With equal eccentricity one of the circles flattened out and headed
back toward the raft.

"Who's that?" she called, shutting off her motor. She was so near
now that Dexter could see her bathing-suit, which consisted appar-
ently of pink rompers.

The nose of the boat bumped the raft, and as the latter tilted
rakishly he was precipitated toward her. With different degrees of
interest they recognized each other.

"Aren't you one of those men we played through this afternoon?"
she demanded.

He was.

"Well, do you know how to drive a motor-boat? Because if you do
1 wish you'd drive this one so I can ride on the surf-board behind.
My name is Judy Jones" she favored him with an absurd smirk
rather, what tried to be a smirk, for, twist her mouth as she might, it
was not grotesque, it was merely beautiful "and I live in a house
over there on the Island, and in that house there is a man waiting for
me. When he drove up at the door I drove out of the dock because he
says I'm his ideal."

There was a fish jumping and a star shining and the lights around
the lake were gleaming. Dexter sat beside Judy Jones and she ex-
plained how her boat was driven. Then she was in the water, swim-
ming to the floating surf-board with a sinuous crawl. Watching her
was without effort to the eye, watching a branch waving or a sea-gull
flying. Her arms, burned to butternut, moved sinuously among the
dull platinum ripples, elbow appearing first, casting the forearm back
with a cadence of falling water, then reaching out and down, stabbing
a path ahead.

They moved out into the lake ; turning, Dexter saw that she was
kneeling on the low rear of the now uptilted surf-board.

"Go faster," she called, "fast as it'll go."

Obediently he jammed the lever forward and the white spray
mounted at the bow. When he looked around again the girl was
standing up on the rushing board, her arms spread wide, her eyes
lifted toward the moon.

"It's awful cold," she shouted. "What's your name?"

He told her.

"Well, why don't you come to dinner to-morrow night?"

His heart turned over like the fly-wheel of the boat, and, for the
second time, her casual whim gave a new direction to his life.

Ill

Next evening while he waited for her to come down-stairs, Dexter
peopled the soft deep summer room and the sun-porch that opened
from it with the men who had already loved Judy Jones. He knew
the sort of men they were the men who when he first went to college
had entered from the great prep schools with graceful clothes and
the deep tan of healthy summers. He had seen that, in one sense, he
was better than these men. He was newer and stronger.
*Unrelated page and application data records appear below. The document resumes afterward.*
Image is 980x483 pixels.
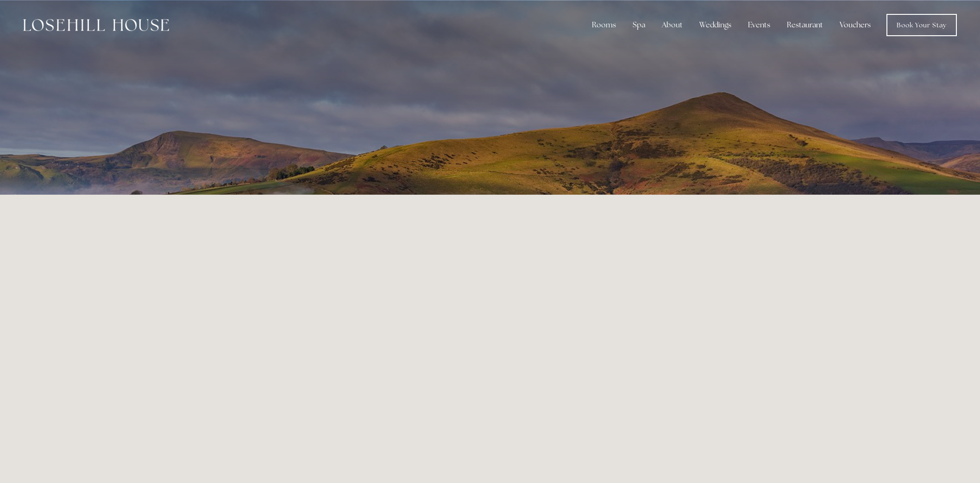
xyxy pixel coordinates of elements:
a: Book Your Stay [887,14,957,36]
div: About [655,16,690,34]
div: Events [740,16,778,34]
div: Spa [626,16,653,34]
div: Restaurant [780,16,831,34]
a: Vouchers [833,16,878,34]
div: Rooms [584,16,624,34]
img: Losehill House [23,19,169,31]
div: Weddings [692,16,739,34]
Yet in ac-
knowledging to himself that he wished his children to be like them
he was admitting that he was but the rough, strong stuff from which
they eternally sprang.

When the time had come for him to wear good clothes, he had
known who were the best tailors in America, and the best tailors in
America had made him the suit he wore this evening. He had ac-
quired that particular reserve peculiar to his university, that set it
off from other universities. He recognized the value to him of such
a mannerism and he had adopted it ; he knew that to be careless in
dress and manner required more confidence than to be careful. But
carelessness was for his children. His mother's name had been
lich. She was a Bohemian of the peasant class and she had talked
broken English to the end of her days. Her son must keep to the set
patterns.

At a little after seven Judy Jones came down-stairs. She wore a
blue silk afternoon dress, and he was disappointed at first that she
had not put on something more elaborate. This feeling was accentu-
ated when, after a brief greeting, she went to the door of a butler's
pantry and pushing it open called : "You can serve dinner, Martha."
He had rather expected that a butler would announce dinner, that
there would be a cocktail. Therr he put these thoughts behind
him as they sat down side by side on a lounge and looked at each
other.

"Father and mother won't be here," she said thoughtfully.

He remembered the last time he had seen her father, and he was
glad the parents were not to be here to-night they might wonder
who he was. He had been born in Keeble, a Minnesota village fifty
miles farther north, and he always gave Keeble as his home instead
of Black Bear Village. Country towns were well enough to come from
if they weren't inconveniently in sight and used as footstools by
fashionable lakes.

They talked of his university, which she had visited frequently
during the past two years, and of the near-by city which supplied
Sherry Island with its patrons, and whither Dexter would return next
day to his prospering laundries.

During dinner she slipped into a moody depression which gave
Dexter a feeling of uneasiness. Whatever petulance she uttered in
her throaty voice worried him. Whatever she smiled at at him, at a
chicken liver, at nothing it disturbed him that her smile could have
no root in mirth, or even in amusement. When the scarlet corners
of her lips curved down, it was less a smile than an invitation to a
kiss.

Then, after dinner, she led him out on the dark sun-porch and
deliberately changed the atmosphere.

"Do you mind if I weep a little?" she said.

"I'm afraid I'm boring you," he responded quickly.

"You're not. I like you. But I've just had a terrible afternoon.
There was a man I cared about, and this afternoon he told me out of
a clear sky that he was poor as a church-mouse. He'd never even
hinted it before. Does this sound horribly mundane?"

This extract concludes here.